NASA insists space station unaffected by Russian war

CAPE CANAVERAL, FLORIDA – MAY 28: Workers repaint the NASA logo on the Vehicle Assembly Building at the Kennedy Space Center on May 28, 2020 in Cape Canaveral, Florida. SpaceXs Crew Dragon spacecraft will try to launch again on Saturday after weather scrubbed yesterday’s attempt. It will be the first manned mission since the end of the Space Shuttle program in 2011 to be launched into space from the United States. (Photo by JOE RAEDLE / GETTY IMAGES NORTH AMERICA / Getty Images via AFP)

WASHINGTON, D.C., United States (AFP) – NASA on Monday insisted tensions linked to the war in Ukraine had no impact on International Space Station operations or the planned return of an American astronaut aboard a Russian capsule later this month.

Mark Vande Hei is due to fly to the Baikonur Cosmodrome in Kazakhstan aboard a Russian Soyuz capsule with cosmonauts Pyotr Dubrov and Anton Shkaplerov on March 30 after 355 days in space, a new US record.

There have been fears that soaring tensions between the United States and Russia over Ukraine could leave the 55-year-old stranded on the outpost.

But speaking to reporters Monday, Joel Montalbano, NASA’s ISS program manager, said: “I can tell you for sure Mark is coming home on that Soyuz. We are in communication with our Russian colleagues. There’s no fuzz on that. The three crew members are coming home.”

“There’s been some discussion about that, but I can tell you we’re ready. Our Roscosmos colleagues have confirmed that they’re ready to bring the whole crew home, all three of them,” he continued.

Over the weekend, Russian space agency chief Dmitry Rogozin warned again that Western sanctions on Russia could cause the ISS to crash, by disrupting the operation of spacecraft vital to keeping the platform in orbit.

But on Monday, the Russian news agency TASS reported: “Russia’s space corporation Roscosmos has never given its partners the slightest chance to doubt its reliability” and Vande Hei would go home as planned.

Montalbano added that there had been no changes in day-to-day activities.

“All these activities have continued for 20 years and nothing has changed in the last three weeks: our control centers operate successfully, flawlessly, seamlessly.”

While the US side of the ISS supplies power and life support, the Russian segment is vital for propulsion and attitude control — interdependencies that were woven into the project from its inception in the 1990s.

(FILES) In this file photo taken on December 20, 2021, the International Space Station (ISS) is seen on a monitor at the Mission Control Center in Korolyov after the Soyuz MS-20 space craft undocked from the ISS, starting the landing, – Western sanctions against Russia could cause the International Space Station to crash, the head of Russian space agency Roscosmos warned on March 12, 2022, calling for the punitive measures to be lifted. According to Dmitry Rogozin, the sanctions could disrupt the operation of Russian vessels servicing the ISS. As a result, the Russian segment of the station — which helps correct its orbit — could be affected, causing the 500-tonne structure to “fall down into the sea or onto land”. (Photo by AFP)

The US is exploring means to keep the station in orbit via propulsion from Northrop Grumman and SpaceX ships, but this hasn’t happened yet.

Crew swaps involving Russian cosmonauts going to Hawthorne, California to train on SpaceX vehicles and American astronauts traveling to Star City in Russia to train for Soyuz are still planned “at this time,” said Montalbano.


What you will do – Among the records below, which lines contain the string "Abraham"? Report them.

Input for this task –

-*-*-

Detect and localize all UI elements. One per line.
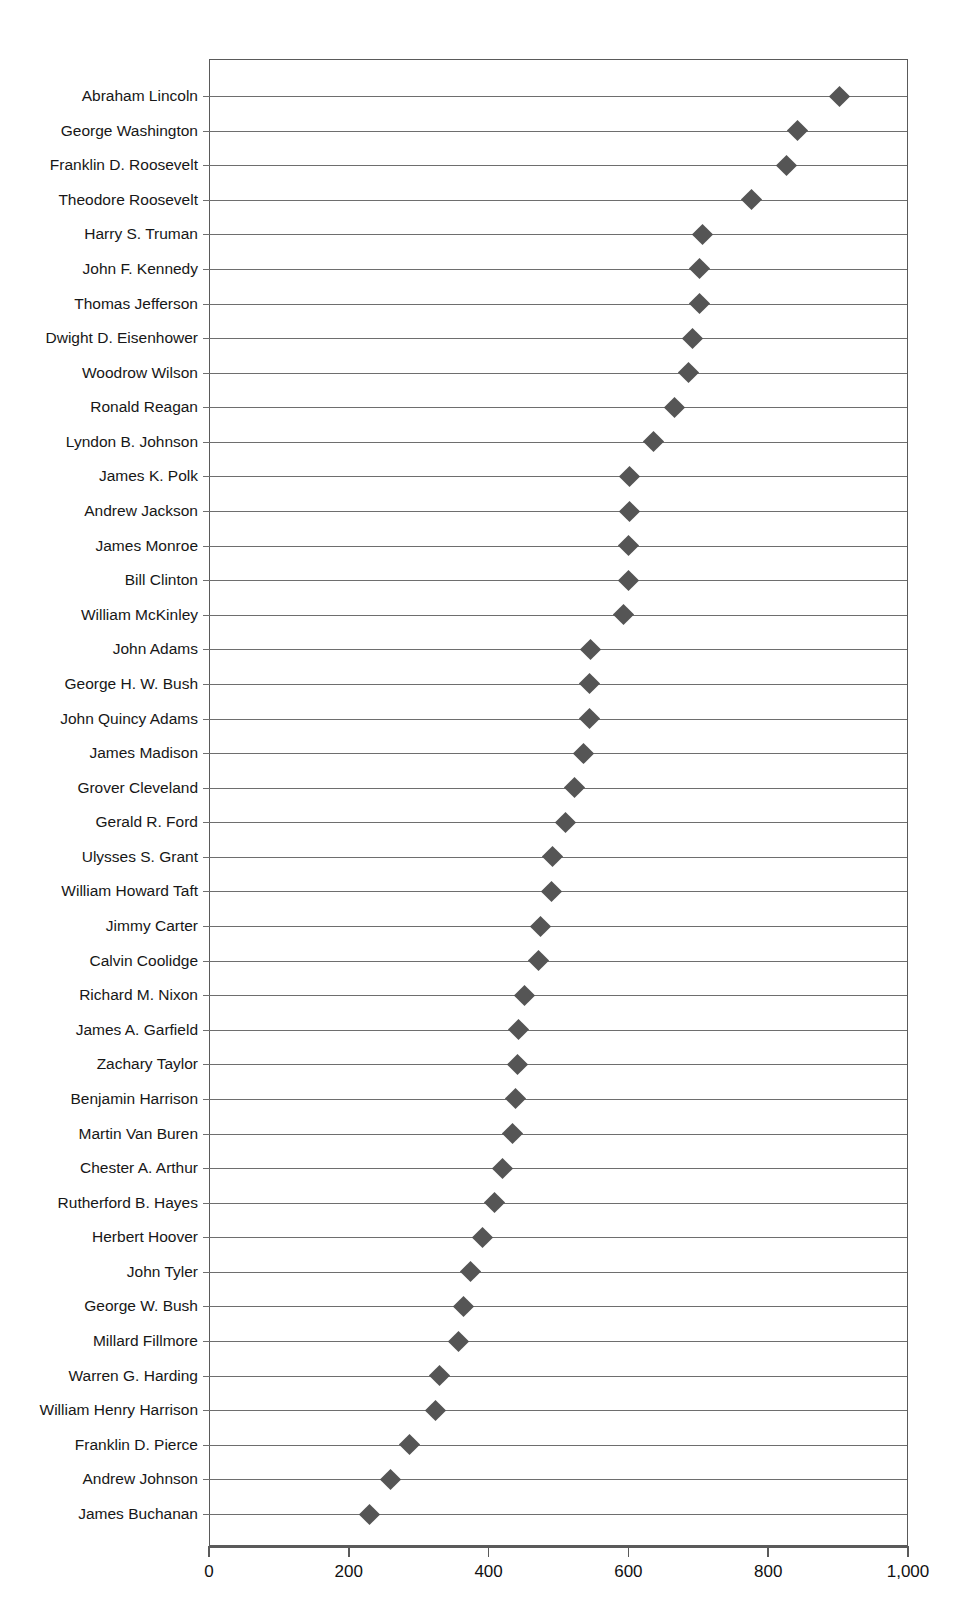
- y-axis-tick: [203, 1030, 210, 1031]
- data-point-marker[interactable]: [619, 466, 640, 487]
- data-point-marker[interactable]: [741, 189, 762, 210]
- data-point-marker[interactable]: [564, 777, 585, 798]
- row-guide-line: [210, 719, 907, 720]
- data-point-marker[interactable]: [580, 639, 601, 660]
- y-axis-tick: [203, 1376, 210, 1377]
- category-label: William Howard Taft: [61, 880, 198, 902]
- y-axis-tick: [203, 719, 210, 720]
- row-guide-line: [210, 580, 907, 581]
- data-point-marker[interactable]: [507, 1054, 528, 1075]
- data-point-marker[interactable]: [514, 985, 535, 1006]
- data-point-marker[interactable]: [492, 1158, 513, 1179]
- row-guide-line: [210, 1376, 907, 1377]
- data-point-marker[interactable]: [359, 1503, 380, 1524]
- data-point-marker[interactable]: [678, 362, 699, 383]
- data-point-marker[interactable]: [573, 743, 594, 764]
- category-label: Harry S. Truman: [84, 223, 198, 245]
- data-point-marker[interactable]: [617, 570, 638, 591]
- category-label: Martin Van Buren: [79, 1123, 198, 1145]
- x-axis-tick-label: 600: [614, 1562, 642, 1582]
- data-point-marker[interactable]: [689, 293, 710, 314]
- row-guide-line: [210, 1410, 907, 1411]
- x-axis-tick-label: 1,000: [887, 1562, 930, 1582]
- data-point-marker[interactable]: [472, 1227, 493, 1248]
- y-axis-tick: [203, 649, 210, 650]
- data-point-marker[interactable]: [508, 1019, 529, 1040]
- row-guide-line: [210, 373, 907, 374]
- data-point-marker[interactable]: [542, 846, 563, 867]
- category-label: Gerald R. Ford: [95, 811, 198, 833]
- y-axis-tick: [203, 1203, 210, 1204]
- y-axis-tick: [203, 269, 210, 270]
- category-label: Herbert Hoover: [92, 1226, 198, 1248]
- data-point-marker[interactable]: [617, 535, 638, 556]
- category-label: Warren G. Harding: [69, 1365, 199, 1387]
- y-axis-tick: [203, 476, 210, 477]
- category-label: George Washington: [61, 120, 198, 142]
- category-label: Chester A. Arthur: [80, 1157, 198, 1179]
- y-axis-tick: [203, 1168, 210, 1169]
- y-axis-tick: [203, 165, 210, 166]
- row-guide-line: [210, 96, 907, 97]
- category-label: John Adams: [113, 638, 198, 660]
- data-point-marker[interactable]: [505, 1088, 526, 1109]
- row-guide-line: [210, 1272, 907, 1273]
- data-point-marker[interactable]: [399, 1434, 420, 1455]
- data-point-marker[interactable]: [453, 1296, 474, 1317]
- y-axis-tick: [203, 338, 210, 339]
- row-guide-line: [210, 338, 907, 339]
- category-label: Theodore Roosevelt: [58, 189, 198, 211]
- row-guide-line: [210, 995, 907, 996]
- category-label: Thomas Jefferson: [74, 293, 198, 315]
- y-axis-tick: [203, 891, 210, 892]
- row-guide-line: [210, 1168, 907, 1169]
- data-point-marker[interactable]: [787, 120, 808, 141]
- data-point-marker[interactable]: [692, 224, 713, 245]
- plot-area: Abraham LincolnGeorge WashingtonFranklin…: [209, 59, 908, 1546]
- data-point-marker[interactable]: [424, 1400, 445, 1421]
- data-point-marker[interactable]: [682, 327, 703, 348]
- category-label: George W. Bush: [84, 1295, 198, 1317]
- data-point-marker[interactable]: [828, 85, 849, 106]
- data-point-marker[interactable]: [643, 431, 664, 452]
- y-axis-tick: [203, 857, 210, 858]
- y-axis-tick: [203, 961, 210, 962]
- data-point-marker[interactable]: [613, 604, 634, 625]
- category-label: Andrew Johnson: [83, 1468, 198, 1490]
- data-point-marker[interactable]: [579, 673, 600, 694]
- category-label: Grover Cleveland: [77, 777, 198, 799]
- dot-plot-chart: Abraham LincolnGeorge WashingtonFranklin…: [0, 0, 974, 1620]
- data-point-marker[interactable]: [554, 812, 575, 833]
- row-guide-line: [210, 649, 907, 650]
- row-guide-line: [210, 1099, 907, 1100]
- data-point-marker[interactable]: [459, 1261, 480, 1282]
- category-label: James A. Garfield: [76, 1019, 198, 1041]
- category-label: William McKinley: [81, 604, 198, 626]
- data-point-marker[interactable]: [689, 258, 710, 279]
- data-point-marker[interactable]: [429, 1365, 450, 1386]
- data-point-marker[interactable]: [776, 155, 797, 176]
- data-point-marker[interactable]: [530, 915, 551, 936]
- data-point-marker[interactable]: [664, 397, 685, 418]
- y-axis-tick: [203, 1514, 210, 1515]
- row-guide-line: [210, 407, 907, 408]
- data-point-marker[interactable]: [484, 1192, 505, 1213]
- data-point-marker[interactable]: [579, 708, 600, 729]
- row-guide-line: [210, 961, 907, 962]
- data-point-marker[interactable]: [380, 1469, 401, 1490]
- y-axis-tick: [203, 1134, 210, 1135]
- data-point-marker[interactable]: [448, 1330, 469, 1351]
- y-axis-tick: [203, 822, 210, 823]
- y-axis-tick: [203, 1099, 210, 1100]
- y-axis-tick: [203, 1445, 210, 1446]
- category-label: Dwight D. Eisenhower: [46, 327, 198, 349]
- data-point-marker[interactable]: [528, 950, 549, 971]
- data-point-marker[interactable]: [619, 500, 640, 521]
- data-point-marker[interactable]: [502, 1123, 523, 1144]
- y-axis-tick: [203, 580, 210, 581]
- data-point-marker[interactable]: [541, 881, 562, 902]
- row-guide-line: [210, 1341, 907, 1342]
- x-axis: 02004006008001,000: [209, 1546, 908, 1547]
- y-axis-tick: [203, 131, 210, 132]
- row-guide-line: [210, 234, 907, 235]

-*-*-

Solution for this problem –
- plot-area: Abraham LincolnGeorge WashingtonFranklin…: [209, 59, 908, 1546]
- dot-plot-chart: Abraham LincolnGeorge WashingtonFranklin…: [0, 0, 974, 1620]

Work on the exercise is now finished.